Your objective: Take every line of the material and reproduce it exactly.

Extracted records:
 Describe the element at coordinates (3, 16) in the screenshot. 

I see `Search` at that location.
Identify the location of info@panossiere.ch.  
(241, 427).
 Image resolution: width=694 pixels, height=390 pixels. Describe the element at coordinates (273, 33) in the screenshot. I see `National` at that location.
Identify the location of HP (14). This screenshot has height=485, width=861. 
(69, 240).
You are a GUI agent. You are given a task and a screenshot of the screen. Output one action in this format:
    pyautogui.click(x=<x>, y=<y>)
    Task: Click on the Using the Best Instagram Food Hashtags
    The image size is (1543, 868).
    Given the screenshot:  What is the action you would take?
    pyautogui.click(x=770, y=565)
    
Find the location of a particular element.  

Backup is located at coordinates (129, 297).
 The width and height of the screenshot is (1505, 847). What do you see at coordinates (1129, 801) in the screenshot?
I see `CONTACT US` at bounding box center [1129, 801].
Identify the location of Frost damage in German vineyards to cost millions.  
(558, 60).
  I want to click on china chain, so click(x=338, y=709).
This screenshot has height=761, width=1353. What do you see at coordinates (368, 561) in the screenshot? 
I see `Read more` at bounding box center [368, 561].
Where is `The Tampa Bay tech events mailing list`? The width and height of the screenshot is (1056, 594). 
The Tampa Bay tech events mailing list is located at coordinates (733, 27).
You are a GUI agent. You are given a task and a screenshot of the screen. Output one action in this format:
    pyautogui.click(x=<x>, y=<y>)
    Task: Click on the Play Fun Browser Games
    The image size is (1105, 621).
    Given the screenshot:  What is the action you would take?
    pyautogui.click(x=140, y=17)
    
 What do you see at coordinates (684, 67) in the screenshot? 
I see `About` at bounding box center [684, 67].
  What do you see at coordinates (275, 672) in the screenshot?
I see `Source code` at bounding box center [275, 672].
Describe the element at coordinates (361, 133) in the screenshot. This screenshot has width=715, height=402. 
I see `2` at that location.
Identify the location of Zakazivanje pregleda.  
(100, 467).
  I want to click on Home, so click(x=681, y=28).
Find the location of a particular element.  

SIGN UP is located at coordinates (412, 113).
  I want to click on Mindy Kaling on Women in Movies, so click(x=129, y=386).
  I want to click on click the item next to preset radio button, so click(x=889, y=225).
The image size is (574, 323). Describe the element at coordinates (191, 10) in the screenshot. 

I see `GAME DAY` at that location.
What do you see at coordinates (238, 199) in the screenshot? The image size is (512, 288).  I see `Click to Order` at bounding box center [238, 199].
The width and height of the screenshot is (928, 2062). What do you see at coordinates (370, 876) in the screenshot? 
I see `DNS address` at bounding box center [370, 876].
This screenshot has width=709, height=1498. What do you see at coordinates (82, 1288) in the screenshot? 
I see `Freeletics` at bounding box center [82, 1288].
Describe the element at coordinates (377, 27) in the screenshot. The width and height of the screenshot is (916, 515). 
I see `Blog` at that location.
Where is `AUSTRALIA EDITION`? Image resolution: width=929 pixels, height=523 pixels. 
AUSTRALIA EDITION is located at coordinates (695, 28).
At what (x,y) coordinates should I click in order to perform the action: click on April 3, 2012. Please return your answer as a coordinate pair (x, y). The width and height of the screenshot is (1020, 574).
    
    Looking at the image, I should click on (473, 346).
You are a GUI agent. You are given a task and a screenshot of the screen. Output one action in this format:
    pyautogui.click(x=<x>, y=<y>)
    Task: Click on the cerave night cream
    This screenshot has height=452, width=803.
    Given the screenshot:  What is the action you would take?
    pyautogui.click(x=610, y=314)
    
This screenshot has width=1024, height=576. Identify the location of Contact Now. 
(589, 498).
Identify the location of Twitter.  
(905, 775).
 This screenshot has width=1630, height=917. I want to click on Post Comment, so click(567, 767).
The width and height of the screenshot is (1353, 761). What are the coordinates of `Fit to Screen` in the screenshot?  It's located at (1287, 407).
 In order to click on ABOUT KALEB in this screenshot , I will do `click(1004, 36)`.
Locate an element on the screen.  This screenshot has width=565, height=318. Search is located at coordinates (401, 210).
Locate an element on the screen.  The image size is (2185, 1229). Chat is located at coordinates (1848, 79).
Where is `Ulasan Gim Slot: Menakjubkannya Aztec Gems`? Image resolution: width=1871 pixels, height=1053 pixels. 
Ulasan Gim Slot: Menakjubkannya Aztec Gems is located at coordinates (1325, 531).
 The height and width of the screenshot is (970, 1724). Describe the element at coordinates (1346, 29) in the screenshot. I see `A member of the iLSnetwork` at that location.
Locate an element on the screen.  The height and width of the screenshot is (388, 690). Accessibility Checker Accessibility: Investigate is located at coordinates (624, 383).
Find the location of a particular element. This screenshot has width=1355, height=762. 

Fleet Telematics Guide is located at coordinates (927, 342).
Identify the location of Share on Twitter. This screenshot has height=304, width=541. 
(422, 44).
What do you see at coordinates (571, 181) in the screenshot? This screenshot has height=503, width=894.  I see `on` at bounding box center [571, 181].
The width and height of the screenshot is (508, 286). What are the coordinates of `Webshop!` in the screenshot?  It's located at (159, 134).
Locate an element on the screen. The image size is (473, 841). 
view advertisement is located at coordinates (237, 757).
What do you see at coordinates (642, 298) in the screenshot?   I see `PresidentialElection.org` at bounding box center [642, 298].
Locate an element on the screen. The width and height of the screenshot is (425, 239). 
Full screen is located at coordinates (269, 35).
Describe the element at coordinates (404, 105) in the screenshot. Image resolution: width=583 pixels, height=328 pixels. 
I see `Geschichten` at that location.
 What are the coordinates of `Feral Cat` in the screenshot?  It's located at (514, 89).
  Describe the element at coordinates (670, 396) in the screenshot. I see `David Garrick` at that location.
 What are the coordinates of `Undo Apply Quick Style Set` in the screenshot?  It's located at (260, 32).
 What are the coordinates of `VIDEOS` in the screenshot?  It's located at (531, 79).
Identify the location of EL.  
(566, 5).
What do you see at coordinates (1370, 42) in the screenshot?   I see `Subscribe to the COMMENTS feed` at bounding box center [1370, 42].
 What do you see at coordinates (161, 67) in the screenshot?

Expected output:
 Describe the element at coordinates (3, 16) in the screenshot. 

I see `Search` at that location.
Identify the location of info@panossiere.ch.  
(241, 427).
 Image resolution: width=694 pixels, height=390 pixels. Describe the element at coordinates (273, 33) in the screenshot. I see `National` at that location.
Identify the location of HP (14). This screenshot has height=485, width=861. 
(69, 240).
You are a GUI agent. You are given a task and a screenshot of the screen. Output one action in this format:
    pyautogui.click(x=<x>, y=<y>)
    Task: Click on the Using the Best Instagram Food Hashtags
    The image size is (1543, 868).
    Given the screenshot:  What is the action you would take?
    pyautogui.click(x=770, y=565)
    
Find the location of a particular element.  

Backup is located at coordinates (129, 297).
 The width and height of the screenshot is (1505, 847). What do you see at coordinates (1129, 801) in the screenshot?
I see `CONTACT US` at bounding box center [1129, 801].
Identify the location of Frost damage in German vineyards to cost millions.  
(558, 60).
  I want to click on china chain, so click(x=338, y=709).
This screenshot has height=761, width=1353. What do you see at coordinates (368, 561) in the screenshot? 
I see `Read more` at bounding box center [368, 561].
Where is `The Tampa Bay tech events mailing list`? The width and height of the screenshot is (1056, 594). 
The Tampa Bay tech events mailing list is located at coordinates (733, 27).
You are a GUI agent. You are given a task and a screenshot of the screen. Output one action in this format:
    pyautogui.click(x=<x>, y=<y>)
    Task: Click on the Play Fun Browser Games
    The image size is (1105, 621).
    Given the screenshot:  What is the action you would take?
    pyautogui.click(x=140, y=17)
    
 What do you see at coordinates (684, 67) in the screenshot? 
I see `About` at bounding box center [684, 67].
  What do you see at coordinates (275, 672) in the screenshot?
I see `Source code` at bounding box center [275, 672].
Describe the element at coordinates (361, 133) in the screenshot. This screenshot has width=715, height=402. 
I see `2` at that location.
Identify the location of Zakazivanje pregleda.  
(100, 467).
  I want to click on Home, so click(x=681, y=28).
Find the location of a particular element.  

SIGN UP is located at coordinates (412, 113).
  I want to click on Mindy Kaling on Women in Movies, so click(x=129, y=386).
  I want to click on click the item next to preset radio button, so click(x=889, y=225).
The image size is (574, 323). Describe the element at coordinates (191, 10) in the screenshot. 

I see `GAME DAY` at that location.
What do you see at coordinates (238, 199) in the screenshot? The image size is (512, 288).  I see `Click to Order` at bounding box center [238, 199].
The width and height of the screenshot is (928, 2062). What do you see at coordinates (370, 876) in the screenshot? 
I see `DNS address` at bounding box center [370, 876].
This screenshot has width=709, height=1498. What do you see at coordinates (82, 1288) in the screenshot? 
I see `Freeletics` at bounding box center [82, 1288].
Describe the element at coordinates (377, 27) in the screenshot. The width and height of the screenshot is (916, 515). 
I see `Blog` at that location.
Where is `AUSTRALIA EDITION`? Image resolution: width=929 pixels, height=523 pixels. 
AUSTRALIA EDITION is located at coordinates (695, 28).
At what (x,y) coordinates should I click in order to perform the action: click on April 3, 2012. Please return your answer as a coordinate pair (x, y). The width and height of the screenshot is (1020, 574).
    
    Looking at the image, I should click on (473, 346).
You are a GUI agent. You are given a task and a screenshot of the screen. Output one action in this format:
    pyautogui.click(x=<x>, y=<y>)
    Task: Click on the cerave night cream
    This screenshot has height=452, width=803.
    Given the screenshot:  What is the action you would take?
    pyautogui.click(x=610, y=314)
    
This screenshot has width=1024, height=576. Identify the location of Contact Now. 
(589, 498).
Identify the location of Twitter.  
(905, 775).
 This screenshot has width=1630, height=917. I want to click on Post Comment, so click(567, 767).
The width and height of the screenshot is (1353, 761). What are the coordinates of `Fit to Screen` in the screenshot?  It's located at (1287, 407).
 In order to click on ABOUT KALEB in this screenshot , I will do `click(1004, 36)`.
Locate an element on the screen.  This screenshot has width=565, height=318. Search is located at coordinates (401, 210).
Locate an element on the screen.  The image size is (2185, 1229). Chat is located at coordinates (1848, 79).
Where is `Ulasan Gim Slot: Menakjubkannya Aztec Gems`? Image resolution: width=1871 pixels, height=1053 pixels. 
Ulasan Gim Slot: Menakjubkannya Aztec Gems is located at coordinates (1325, 531).
 The height and width of the screenshot is (970, 1724). Describe the element at coordinates (1346, 29) in the screenshot. I see `A member of the iLSnetwork` at that location.
Locate an element on the screen.  The height and width of the screenshot is (388, 690). Accessibility Checker Accessibility: Investigate is located at coordinates (624, 383).
Find the location of a particular element. This screenshot has width=1355, height=762. 

Fleet Telematics Guide is located at coordinates (927, 342).
Identify the location of Share on Twitter. This screenshot has height=304, width=541. 
(422, 44).
What do you see at coordinates (571, 181) in the screenshot? This screenshot has height=503, width=894.  I see `on` at bounding box center [571, 181].
The width and height of the screenshot is (508, 286). What are the coordinates of `Webshop!` in the screenshot?  It's located at (159, 134).
Locate an element on the screen. The image size is (473, 841). 
view advertisement is located at coordinates (237, 757).
What do you see at coordinates (642, 298) in the screenshot?   I see `PresidentialElection.org` at bounding box center [642, 298].
Locate an element on the screen. The width and height of the screenshot is (425, 239). 
Full screen is located at coordinates (269, 35).
Describe the element at coordinates (404, 105) in the screenshot. Image resolution: width=583 pixels, height=328 pixels. 
I see `Geschichten` at that location.
 What are the coordinates of `Feral Cat` in the screenshot?  It's located at (514, 89).
  Describe the element at coordinates (670, 396) in the screenshot. I see `David Garrick` at that location.
 What are the coordinates of `Undo Apply Quick Style Set` in the screenshot?  It's located at (260, 32).
 What are the coordinates of `VIDEOS` in the screenshot?  It's located at (531, 79).
Identify the location of EL.  
(566, 5).
What do you see at coordinates (1370, 42) in the screenshot?   I see `Subscribe to the COMMENTS feed` at bounding box center [1370, 42].
 What do you see at coordinates (161, 67) in the screenshot?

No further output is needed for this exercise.